One of the most visually striking areas in the Pacific Northwest is one that looks strangely Southwestern. In the arid deserts of eastern Oregon, there are formations that are as unusual as anything in Arizona. John Day Fossil Beds National Monument is also a mother lode for fossils from the Cenozoic era when ancient mammals (including dogs, cats, camels, horses, giant sloths and rhinos) roamed the area. Several catastrophic events, volcanic eruptions from the ancestral Cascades, buried these mammals alive under enormous layers of ash, going back as much as 40mya. To this day, after heavy rains, fossils are continually being exposed and studied by vertebrate paleontologists at a field station at the Thomas Condon Paleontology Center, also serving as the visitor center.
John Day is in a remote part of Oregon. There are small towns nearby, but the closest large city is Bend, almost a two-hour drive away. The three units of John Day are not contiguous. In fact, they are separated by many miles, so that a visit to all three in a single day will be a challenge, especially if you, like us, have accommodations in Bend.
The most startling unit is the Painted Hills (top photo), highly eroded layers of claystones of golds, yellows, reds and blacks. About 3 miles square, the area has a badlands appearance that appears more spectacular the further away you view it. Though the hike to the end of the Overlook Trail gave us an impressive view of these hills, a more panoramic vista was even more so from the Carroll Rim Trail, further away. One puzzle is that a layer of a specific color does not continue across to adjacent hills, as it would if it were uninterrupted.
Nearby, the Painted Cove Trail, 0.25-mile long, consists of a boardwalk that gets you up close to the red, lavender and gold claystones. From interpretive panels along the way, you learn that bentonite clay expands greatly when wet and becomes very sticky, contracts when drying out to form its popcorn-textured appearance. In sections that were not boarded, saturated mud clung tenaciously to our hiking boots until we jet-sprayed it off when we got home.


The Sheep Rock unit provided another kind of experience. The Blue Basin Trail showcases blue-greenish gray hills, highly eroded and containing many fossil specimens deposited over a 40-million-year span. There are a few fossils displayed along the trail, encased in plastic capsules exactly where they were found.

Since it was late in the afternoon, we failed to make it to the Clarno Unit, the oldest at John Day at between 35-50 million years. Fossilized plant life discovered here indicates that this used to be an evergreen tropical forest. Proto-mammals roamed here, too, many of which have no descendants today. We drove back to Bend in time for dinner.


#### [Task description]
When you reproduce the entries below, keep each one exact and drop any pictures.

Segment Start: Data provided

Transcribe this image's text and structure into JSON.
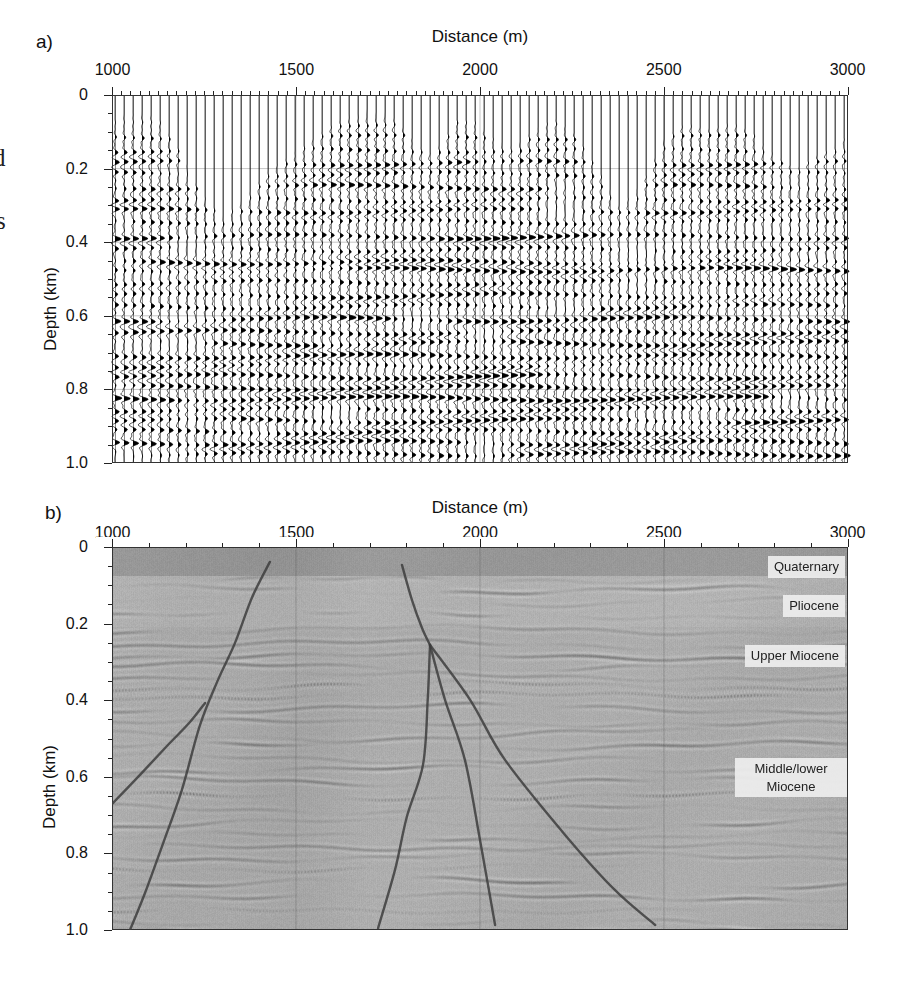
{
  "figure": {
    "panel_a": {
      "label": "a)",
      "title": "Distance (m)",
      "x_ticks": [
        "1000",
        "1500",
        "2000",
        "2500",
        "3000"
      ],
      "y_label": "Depth (km)",
      "y_ticks": [
        "0",
        "0.2",
        "0.4",
        "0.6",
        "0.8",
        "1.0"
      ]
    },
    "panel_b": {
      "label": "b)",
      "title": "Distance (m)",
      "x_ticks": [
        "1000",
        "1500",
        "2000",
        "2500",
        "3000"
      ],
      "y_label": "Depth (km)",
      "y_ticks": [
        "0",
        "0.2",
        "0.4",
        "0.6",
        "0.8",
        "1.0"
      ],
      "strata": [
        "Quaternary",
        "Pliocene",
        "Upper Miocene",
        "Middle/lower Miocene"
      ]
    },
    "margin_fragments": [
      "d",
      "s"
    ]
  },
  "chart_data": [
    {
      "type": "heatmap",
      "subtype": "seismic-wiggle-depth-section",
      "title": "Distance (m)",
      "xlabel": "Distance (m)",
      "ylabel": "Depth (km)",
      "x_range": [
        1000,
        3000
      ],
      "y_range": [
        0,
        1.0
      ],
      "x_major_tick_m": 500,
      "x_minor_tick_m": 25,
      "y_major_tick_km": 0.2,
      "y_minor_tick_km": 0.05,
      "trace_spacing_m": 25,
      "grid_vertical_m": [
        1500,
        2000,
        2500
      ],
      "grid_horizontal_km": [
        0.2,
        0.4,
        0.6,
        0.8
      ],
      "reflectors": [
        {
          "z": 0.08,
          "a": 0.5
        },
        {
          "z": 0.115,
          "a": 0.75
        },
        {
          "z": 0.15,
          "a": 0.6
        },
        {
          "z": 0.185,
          "a": 0.9
        },
        {
          "z": 0.215,
          "a": 0.7
        },
        {
          "z": 0.25,
          "a": 0.85
        },
        {
          "z": 0.285,
          "a": 0.6
        },
        {
          "z": 0.315,
          "a": 0.75
        },
        {
          "z": 0.345,
          "a": 0.5
        },
        {
          "z": 0.385,
          "a": 1.0
        },
        {
          "z": 0.42,
          "a": 0.55
        },
        {
          "z": 0.455,
          "a": 0.8
        },
        {
          "z": 0.475,
          "a": 0.95
        },
        {
          "z": 0.51,
          "a": 0.5
        },
        {
          "z": 0.545,
          "a": 0.65
        },
        {
          "z": 0.575,
          "a": 0.6
        },
        {
          "z": 0.61,
          "a": 0.95
        },
        {
          "z": 0.645,
          "a": 0.7
        },
        {
          "z": 0.675,
          "a": 0.8
        },
        {
          "z": 0.71,
          "a": 0.9
        },
        {
          "z": 0.735,
          "a": 0.6
        },
        {
          "z": 0.765,
          "a": 1.0
        },
        {
          "z": 0.795,
          "a": 0.85
        },
        {
          "z": 0.825,
          "a": 0.95
        },
        {
          "z": 0.855,
          "a": 0.6
        },
        {
          "z": 0.885,
          "a": 0.9
        },
        {
          "z": 0.915,
          "a": 0.65
        },
        {
          "z": 0.945,
          "a": 0.8
        },
        {
          "z": 0.975,
          "a": 0.9
        }
      ],
      "mute_boundary": [
        [
          1000,
          0.06
        ],
        [
          1060,
          0.04
        ],
        [
          1120,
          0.05
        ],
        [
          1180,
          0.14
        ],
        [
          1240,
          0.26
        ],
        [
          1300,
          0.33
        ],
        [
          1360,
          0.28
        ],
        [
          1430,
          0.2
        ],
        [
          1500,
          0.15
        ],
        [
          1570,
          0.1
        ],
        [
          1640,
          0.05
        ],
        [
          1700,
          0.035
        ],
        [
          1760,
          0.05
        ],
        [
          1820,
          0.12
        ],
        [
          1860,
          0.16
        ],
        [
          1900,
          0.12
        ],
        [
          1940,
          0.06
        ],
        [
          1990,
          0.07
        ],
        [
          2040,
          0.12
        ],
        [
          2090,
          0.14
        ],
        [
          2140,
          0.1
        ],
        [
          2200,
          0.06
        ],
        [
          2260,
          0.1
        ],
        [
          2320,
          0.2
        ],
        [
          2380,
          0.3
        ],
        [
          2440,
          0.24
        ],
        [
          2500,
          0.12
        ],
        [
          2560,
          0.07
        ],
        [
          2620,
          0.09
        ],
        [
          2680,
          0.07
        ],
        [
          2740,
          0.1
        ],
        [
          2800,
          0.16
        ],
        [
          2860,
          0.2
        ],
        [
          2920,
          0.16
        ],
        [
          3000,
          0.11
        ]
      ]
    },
    {
      "type": "heatmap",
      "subtype": "migrated-seismic-depth-section",
      "title": "Distance (m)",
      "xlabel": "Distance (m)",
      "ylabel": "Depth (km)",
      "x_range": [
        1000,
        3000
      ],
      "y_range": [
        0,
        1.0
      ],
      "x_major_tick_m": 500,
      "x_minor_tick_m": 100,
      "y_major_tick_km": 0.2,
      "y_minor_tick_km": 0.05,
      "grid_vertical_m": [
        1500,
        2000,
        2500
      ],
      "zones": [
        {
          "name": "Quaternary",
          "base_depth_km": 0.075
        },
        {
          "name": "Pliocene",
          "base_depth_km": 0.21
        },
        {
          "name": "Upper Miocene",
          "base_depth_km": 0.45
        },
        {
          "name": "Middle/lower Miocene",
          "base_depth_km": 1.0
        }
      ],
      "reflector_gen": {
        "z_start": 0.085,
        "z_end": 1.02,
        "dz_min": 0.024,
        "dz_jitter": 0.016,
        "seed": 7
      },
      "faults": [
        {
          "name": "left-main-fault",
          "points_m_km": [
            [
              1429,
              0.039
            ],
            [
              1380,
              0.133
            ],
            [
              1334,
              0.251
            ],
            [
              1288,
              0.347
            ],
            [
              1239,
              0.465
            ],
            [
              1190,
              0.634
            ],
            [
              1139,
              0.773
            ],
            [
              1090,
              0.903
            ],
            [
              1049,
              1.0
            ]
          ]
        },
        {
          "name": "left-branch-fault",
          "points_m_km": [
            [
              1253,
              0.407
            ],
            [
              1212,
              0.457
            ],
            [
              1152,
              0.517
            ],
            [
              1076,
              0.595
            ],
            [
              995,
              0.676
            ]
          ]
        },
        {
          "name": "central-fault-stem",
          "points_m_km": [
            [
              1788,
              0.047
            ],
            [
              1815,
              0.138
            ],
            [
              1842,
              0.211
            ],
            [
              1864,
              0.256
            ]
          ]
        },
        {
          "name": "central-branch-1",
          "points_m_km": [
            [
              1864,
              0.256
            ],
            [
              1858,
              0.399
            ],
            [
              1845,
              0.569
            ],
            [
              1801,
              0.705
            ],
            [
              1769,
              0.843
            ],
            [
              1723,
              0.995
            ]
          ]
        },
        {
          "name": "central-branch-2",
          "points_m_km": [
            [
              1864,
              0.256
            ],
            [
              1905,
              0.399
            ],
            [
              1959,
              0.556
            ],
            [
              2000,
              0.765
            ],
            [
              2041,
              0.987
            ]
          ]
        },
        {
          "name": "central-branch-3",
          "points_m_km": [
            [
              1864,
              0.256
            ],
            [
              1973,
              0.399
            ],
            [
              2068,
              0.556
            ],
            [
              2236,
              0.757
            ],
            [
              2367,
              0.896
            ],
            [
              2476,
              0.987
            ]
          ]
        }
      ],
      "colors": {
        "background": "#a9a9a9",
        "quaternary_band": "#979797",
        "fault": "#3d3d3d",
        "label_box": "#eeeeee"
      }
    }
  ]
}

Segment End: Data provided

#### [Output for this task]
Transcribe this image's text and structure into JSON.
{
  "figure": {
    "panel_a": {
      "label": "a)",
      "title": "Distance (m)",
      "x_ticks": [
        "1000",
        "1500",
        "2000",
        "2500",
        "3000"
      ],
      "y_label": "Depth (km)",
      "y_ticks": [
        "0",
        "0.2",
        "0.4",
        "0.6",
        "0.8",
        "1.0"
      ]
    },
    "panel_b": {
      "label": "b)",
      "title": "Distance (m)",
      "x_ticks": [
        "1000",
        "1500",
        "2000",
        "2500",
        "3000"
      ],
      "y_label": "Depth (km)",
      "y_ticks": [
        "0",
        "0.2",
        "0.4",
        "0.6",
        "0.8",
        "1.0"
      ],
      "strata": [
        "Quaternary",
        "Pliocene",
        "Upper Miocene",
        "Middle/lower Miocene"
      ]
    },
    "margin_fragments": [
      "d",
      "s"
    ]
  },
  "chart_data": [
    {
      "type": "heatmap",
      "subtype": "seismic-wiggle-depth-section",
      "title": "Distance (m)",
      "xlabel": "Distance (m)",
      "ylabel": "Depth (km)",
      "x_range": [
        1000,
        3000
      ],
      "y_range": [
        0,
        1.0
      ],
      "x_major_tick_m": 500,
      "x_minor_tick_m": 25,
      "y_major_tick_km": 0.2,
      "y_minor_tick_km": 0.05,
      "trace_spacing_m": 25,
      "grid_vertical_m": [
        1500,
        2000,
        2500
      ],
      "grid_horizontal_km": [
        0.2,
        0.4,
        0.6,
        0.8
      ],
      "reflectors": [
        {
          "z": 0.08,
          "a": 0.5
        },
        {
          "z": 0.115,
          "a": 0.75
        },
        {
          "z": 0.15,
          "a": 0.6
        },
        {
          "z": 0.185,
          "a": 0.9
        },
        {
          "z": 0.215,
          "a": 0.7
        },
        {
          "z": 0.25,
          "a": 0.85
        },
        {
          "z": 0.285,
          "a": 0.6
        },
        {
          "z": 0.315,
          "a": 0.75
        },
        {
          "z": 0.345,
          "a": 0.5
        },
        {
          "z": 0.385,
          "a": 1.0
        },
        {
          "z": 0.42,
          "a": 0.55
        },
        {
          "z": 0.455,
          "a": 0.8
        },
        {
          "z": 0.475,
          "a": 0.95
        },
        {
          "z": 0.51,
          "a": 0.5
        },
        {
          "z": 0.545,
          "a": 0.65
        },
        {
          "z": 0.575,
          "a": 0.6
        },
        {
          "z": 0.61,
          "a": 0.95
        },
        {
          "z": 0.645,
          "a": 0.7
        },
        {
          "z": 0.675,
          "a": 0.8
        },
        {
          "z": 0.71,
          "a": 0.9
        },
        {
          "z": 0.735,
          "a": 0.6
        },
        {
          "z": 0.765,
          "a": 1.0
        },
        {
          "z": 0.795,
          "a": 0.85
        },
        {
          "z": 0.825,
          "a": 0.95
        },
        {
          "z": 0.855,
          "a": 0.6
        },
        {
          "z": 0.885,
          "a": 0.9
        },
        {
          "z": 0.915,
          "a": 0.65
        },
        {
          "z": 0.945,
          "a": 0.8
        },
        {
          "z": 0.975,
          "a": 0.9
        }
      ],
      "mute_boundary": [
        [
          1000,
          0.06
        ],
        [
          1060,
          0.04
        ],
        [
          1120,
          0.05
        ],
        [
          1180,
          0.14
        ],
        [
          1240,
          0.26
        ],
        [
          1300,
          0.33
        ],
        [
          1360,
          0.28
        ],
        [
          1430,
          0.2
        ],
        [
          1500,
          0.15
        ],
        [
          1570,
          0.1
        ],
        [
          1640,
          0.05
        ],
        [
          1700,
          0.035
        ],
        [
          1760,
          0.05
        ],
        [
          1820,
          0.12
        ],
        [
          1860,
          0.16
        ],
        [
          1900,
          0.12
        ],
        [
          1940,
          0.06
        ],
        [
          1990,
          0.07
        ],
        [
          2040,
          0.12
        ],
        [
          2090,
          0.14
        ],
        [
          2140,
          0.1
        ],
        [
          2200,
          0.06
        ],
        [
          2260,
          0.1
        ],
        [
          2320,
          0.2
        ],
        [
          2380,
          0.3
        ],
        [
          2440,
          0.24
        ],
        [
          2500,
          0.12
        ],
        [
          2560,
          0.07
        ],
        [
          2620,
          0.09
        ],
        [
          2680,
          0.07
        ],
        [
          2740,
          0.1
        ],
        [
          2800,
          0.16
        ],
        [
          2860,
          0.2
        ],
        [
          2920,
          0.16
        ],
        [
          3000,
          0.11
        ]
      ]
    },
    {
      "type": "heatmap",
      "subtype": "migrated-seismic-depth-section",
      "title": "Distance (m)",
      "xlabel": "Distance (m)",
      "ylabel": "Depth (km)",
      "x_range": [
        1000,
        3000
      ],
      "y_range": [
        0,
        1.0
      ],
      "x_major_tick_m": 500,
      "x_minor_tick_m": 100,
      "y_major_tick_km": 0.2,
      "y_minor_tick_km": 0.05,
      "grid_vertical_m": [
        1500,
        2000,
        2500
      ],
      "zones": [
        {
          "name": "Quaternary",
          "base_depth_km": 0.075
        },
        {
          "name": "Pliocene",
          "base_depth_km": 0.21
        },
        {
          "name": "Upper Miocene",
          "base_depth_km": 0.45
        },
        {
          "name": "Middle/lower Miocene",
          "base_depth_km": 1.0
        }
      ],
      "reflector_gen": {
        "z_start": 0.085,
        "z_end": 1.02,
        "dz_min": 0.024,
        "dz_jitter": 0.016,
        "seed": 7
      },
      "faults": [
        {
          "name": "left-main-fault",
          "points_m_km": [
            [
              1429,
              0.039
            ],
            [
              1380,
              0.133
            ],
            [
              1334,
              0.251
            ],
            [
              1288,
              0.347
            ],
            [
              1239,
              0.465
            ],
            [
              1190,
              0.634
            ],
            [
              1139,
              0.773
            ],
            [
              1090,
              0.903
            ],
            [
              1049,
              1.0
            ]
          ]
        },
        {
          "name": "left-branch-fault",
          "points_m_km": [
            [
              1253,
              0.407
            ],
            [
              1212,
              0.457
            ],
            [
              1152,
              0.517
            ],
            [
              1076,
              0.595
            ],
            [
              995,
              0.676
            ]
          ]
        },
        {
          "name": "central-fault-stem",
          "points_m_km": [
            [
              1788,
              0.047
            ],
            [
              1815,
              0.138
            ],
            [
              1842,
              0.211
            ],
            [
              1864,
              0.256
            ]
          ]
        },
        {
          "name": "central-branch-1",
          "points_m_km": [
            [
              1864,
              0.256
            ],
            [
              1858,
              0.399
            ],
            [
              1845,
              0.569
            ],
            [
              1801,
              0.705
            ],
            [
              1769,
              0.843
            ],
            [
              1723,
              0.995
            ]
          ]
        },
        {
          "name": "central-branch-2",
          "points_m_km": [
            [
              1864,
              0.256
            ],
            [
              1905,
              0.399
            ],
            [
              1959,
              0.556
            ],
            [
              2000,
              0.765
            ],
            [
              2041,
              0.987
            ]
          ]
        },
        {
          "name": "central-branch-3",
          "points_m_km": [
            [
              1864,
              0.256
            ],
            [
              1973,
              0.399
            ],
            [
              2068,
              0.556
            ],
            [
              2236,
              0.757
            ],
            [
              2367,
              0.896
            ],
            [
              2476,
              0.987
            ]
          ]
        }
      ],
      "colors": {
        "background": "#a9a9a9",
        "quaternary_band": "#979797",
        "fault": "#3d3d3d",
        "label_box": "#eeeeee"
      }
    }
  ]
}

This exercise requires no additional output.